There was a time in my life when survival was the goal. Getting through the day felt like enough. Between heartbreak, motherhood, responsibilities, and simply trying to keep my head above water, I lost touch with the version of myself that felt alive.
The curious version.
The adventurous version.
The version that dreamed bigger than her circumstances.
After a nearly two-year journey through divorce, I finally found myself on the other side of one of the hardest seasons of my life. As I began putting the pieces back together, I returned to something that had always made me feel most like myself: travel.
Not to run away from my life, but to reconnect with it.

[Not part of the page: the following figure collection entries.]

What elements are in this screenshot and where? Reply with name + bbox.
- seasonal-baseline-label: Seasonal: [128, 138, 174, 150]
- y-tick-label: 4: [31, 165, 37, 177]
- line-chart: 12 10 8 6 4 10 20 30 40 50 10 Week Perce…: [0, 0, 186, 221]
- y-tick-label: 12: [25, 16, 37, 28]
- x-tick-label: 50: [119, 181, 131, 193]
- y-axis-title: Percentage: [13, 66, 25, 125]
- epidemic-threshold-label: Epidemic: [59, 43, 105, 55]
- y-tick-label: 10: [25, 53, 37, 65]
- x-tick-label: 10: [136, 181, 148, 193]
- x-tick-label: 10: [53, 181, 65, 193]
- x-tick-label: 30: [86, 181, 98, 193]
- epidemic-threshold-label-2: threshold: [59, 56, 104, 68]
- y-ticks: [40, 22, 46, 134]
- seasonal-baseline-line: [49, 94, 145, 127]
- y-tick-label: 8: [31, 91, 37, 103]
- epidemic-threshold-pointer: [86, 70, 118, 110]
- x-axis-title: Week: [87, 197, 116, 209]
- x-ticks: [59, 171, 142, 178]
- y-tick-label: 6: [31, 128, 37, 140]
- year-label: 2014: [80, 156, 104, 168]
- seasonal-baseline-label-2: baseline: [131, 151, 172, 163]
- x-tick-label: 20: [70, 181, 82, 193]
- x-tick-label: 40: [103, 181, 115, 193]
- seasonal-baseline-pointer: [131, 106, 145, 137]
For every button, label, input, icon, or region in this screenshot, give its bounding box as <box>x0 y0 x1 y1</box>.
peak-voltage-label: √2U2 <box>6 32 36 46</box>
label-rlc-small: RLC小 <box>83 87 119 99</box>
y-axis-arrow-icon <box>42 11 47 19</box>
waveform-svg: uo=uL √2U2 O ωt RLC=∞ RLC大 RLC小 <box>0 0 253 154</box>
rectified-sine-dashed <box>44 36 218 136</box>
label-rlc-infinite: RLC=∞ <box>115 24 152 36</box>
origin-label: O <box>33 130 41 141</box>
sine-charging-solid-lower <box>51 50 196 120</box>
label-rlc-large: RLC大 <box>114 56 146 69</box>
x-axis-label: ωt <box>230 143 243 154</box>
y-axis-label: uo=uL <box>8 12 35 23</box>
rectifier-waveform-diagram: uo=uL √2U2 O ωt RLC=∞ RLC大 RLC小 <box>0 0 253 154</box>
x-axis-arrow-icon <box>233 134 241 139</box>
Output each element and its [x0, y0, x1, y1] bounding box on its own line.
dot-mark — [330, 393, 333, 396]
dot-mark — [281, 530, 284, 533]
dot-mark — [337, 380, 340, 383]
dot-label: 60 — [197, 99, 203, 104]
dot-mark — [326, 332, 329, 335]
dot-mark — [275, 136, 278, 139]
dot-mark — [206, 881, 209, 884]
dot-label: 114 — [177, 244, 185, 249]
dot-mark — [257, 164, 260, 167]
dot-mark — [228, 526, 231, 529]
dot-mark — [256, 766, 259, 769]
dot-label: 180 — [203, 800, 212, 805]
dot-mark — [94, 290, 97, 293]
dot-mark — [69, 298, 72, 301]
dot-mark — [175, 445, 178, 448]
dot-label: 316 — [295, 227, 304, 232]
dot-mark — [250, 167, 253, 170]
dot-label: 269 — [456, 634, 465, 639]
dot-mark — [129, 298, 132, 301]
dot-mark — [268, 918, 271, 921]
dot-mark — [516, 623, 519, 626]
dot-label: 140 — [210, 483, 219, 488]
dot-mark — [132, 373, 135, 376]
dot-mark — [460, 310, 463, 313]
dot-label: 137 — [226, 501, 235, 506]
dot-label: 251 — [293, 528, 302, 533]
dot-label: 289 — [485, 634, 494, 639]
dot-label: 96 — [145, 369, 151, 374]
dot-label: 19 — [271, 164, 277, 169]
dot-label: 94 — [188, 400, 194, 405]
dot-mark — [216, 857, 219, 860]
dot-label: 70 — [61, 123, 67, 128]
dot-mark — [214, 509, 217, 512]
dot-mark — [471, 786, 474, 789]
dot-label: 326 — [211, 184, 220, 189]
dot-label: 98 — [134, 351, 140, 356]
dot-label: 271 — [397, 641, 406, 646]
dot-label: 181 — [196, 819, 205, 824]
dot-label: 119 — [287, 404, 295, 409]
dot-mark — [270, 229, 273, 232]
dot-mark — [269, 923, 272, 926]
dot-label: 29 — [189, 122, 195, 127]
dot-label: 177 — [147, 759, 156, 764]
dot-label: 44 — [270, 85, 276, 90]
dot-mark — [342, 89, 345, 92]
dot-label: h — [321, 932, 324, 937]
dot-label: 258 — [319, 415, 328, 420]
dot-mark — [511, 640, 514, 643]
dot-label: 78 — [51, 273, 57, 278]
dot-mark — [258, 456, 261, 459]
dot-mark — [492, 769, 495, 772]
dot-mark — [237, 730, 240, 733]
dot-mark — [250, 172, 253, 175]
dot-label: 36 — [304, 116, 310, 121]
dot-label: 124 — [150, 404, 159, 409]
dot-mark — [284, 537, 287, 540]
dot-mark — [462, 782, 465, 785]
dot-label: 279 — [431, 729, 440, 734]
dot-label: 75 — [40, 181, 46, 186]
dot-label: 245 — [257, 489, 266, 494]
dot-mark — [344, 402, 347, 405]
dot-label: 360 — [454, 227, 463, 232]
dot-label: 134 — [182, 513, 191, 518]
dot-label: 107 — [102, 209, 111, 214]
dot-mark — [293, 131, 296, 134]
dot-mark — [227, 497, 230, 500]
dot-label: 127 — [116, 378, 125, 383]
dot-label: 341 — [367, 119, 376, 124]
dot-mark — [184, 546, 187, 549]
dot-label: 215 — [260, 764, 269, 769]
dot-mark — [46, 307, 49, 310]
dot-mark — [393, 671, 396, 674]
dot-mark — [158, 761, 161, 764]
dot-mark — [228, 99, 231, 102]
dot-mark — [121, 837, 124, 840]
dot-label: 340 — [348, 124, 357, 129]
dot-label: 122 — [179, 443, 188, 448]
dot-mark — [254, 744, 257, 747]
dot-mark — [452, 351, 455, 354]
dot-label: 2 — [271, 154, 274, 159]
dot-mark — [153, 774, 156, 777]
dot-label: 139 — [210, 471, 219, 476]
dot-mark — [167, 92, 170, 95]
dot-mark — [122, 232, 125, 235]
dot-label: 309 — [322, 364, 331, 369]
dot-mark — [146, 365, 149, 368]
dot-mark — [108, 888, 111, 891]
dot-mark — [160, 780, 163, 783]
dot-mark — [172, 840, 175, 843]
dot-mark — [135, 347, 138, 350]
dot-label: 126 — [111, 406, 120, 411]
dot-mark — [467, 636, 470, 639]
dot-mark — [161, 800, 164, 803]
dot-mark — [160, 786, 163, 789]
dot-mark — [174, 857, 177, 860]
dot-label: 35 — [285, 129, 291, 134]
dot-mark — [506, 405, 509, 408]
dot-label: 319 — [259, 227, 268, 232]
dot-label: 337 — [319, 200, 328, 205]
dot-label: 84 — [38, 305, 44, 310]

Before marriage and motherhood, exploring the world was a huge part of who I was. Twenty-five countries later, I can say with complete certainty that travel has shaped me in ways I never could have imagined. It has given me perspective when my world felt small, courage when I doubted myself, and a renewed sense of wonder when life felt heavy.
Most importantly, it reminded me that there is still so much beauty, joy, and possibility waiting for u, even after heartbreak. With every trip, I wasn’t just discovering new places; I was rediscovering myself.
Travel became more than vacations and passport stamps. It became healing. Growth. Reflection. A reminder that life is meant to be experienced, not just survived.
For the first time in a long time, I feel like I am actively building a life that feels aligned with who I truly am. A life filled with meaning, connection, purpose, and memories that make me feel deeply alive.
Because at the end of my life, I don’t want to say I simply existed.
I want to say I lived.
Three Lessons Travel Has Taught Me
1. We are just a small part of a very large world
Travel has humbled me more than anything else.
Standing beneath the glaciers in Alaska, wandering the ancient ruins of Rome, watching sunsets in places I once only saw online or in movies. It reminds me how vast this world really is. Our routines, worries, and timelines can feel all-consuming until you step outside of them and realize there is so much more beyond your little corner of the world.
There are billions of people living completely different lives, carrying different traditions, perspectives, struggles, and dreams. That realization feels freeing. It reminds me not to take life so seriously. To stay curious. To keep exploring. To stop waiting for “someday.”
2. Food brings people together no matter the language or beliefs
Some of my favorite travel memories happened around a table.
Fresh pasta in Italy.
Street food in crowded markets in China.
Coffee shared with strangers.
Late-night conversations over wine and dessert.
Food has the incredible ability to connect people without needing perfect words. You don’t have to speak the same language to understand warmth, hospitality, laughter, or the joy of sharing a meal together.
No matter where I go, food tells a story. It reflects culture, history, family, tradition, and love.
Some of the happiest moments of my life have been sitting at a table with strangers, fully present, fully connected, with nowhere else to be.
3. Happiness is found in experiences, not perfection
For a long time, I thought happiness would come when life finally looked “right.”
When everything was stable.
When I had all the answers.
When I became the perfect version of myself.
But travel taught me that happiness usually lives inside imperfect moments.
Missed trains.
Rainy days.
Getting lost in unfamiliar cities.
Laughing until your stomach hurts.
Trying something new even when it scares you.
The most meaningful parts of life are rarely polished or perfect. They are messy, spontaneous, emotional, and real.
That’s where the magic is.
And maybe that’s what Happiness in the Mess really means.
Not waiting for life to become flawless before allowing yourself to feel joy. But choosing to experience it fully — exactly as it is.
25+ Countries later…
I still have so much of the world left to see.
But more importantly, I still have so much of myself left to discover.
Travel reminded me that I am allowed to evolve. Allowed to dream bigger. Allowed to create a life that feels fulfilling to me, not just one that looks good from the outside.
So here’s to 25 countries and counting.
To healing through experiences.
To collecting memories instead of things.
To finding purpose in the journey.
And to building a life that feels deeply, unapologetically alive.
Because in the end, I don’t think we remember the emails, the deadlines, or the perfectly clean houses.
We remember the moments that made us feel something.
And I plan to keep chasing those moments for the rest of my life.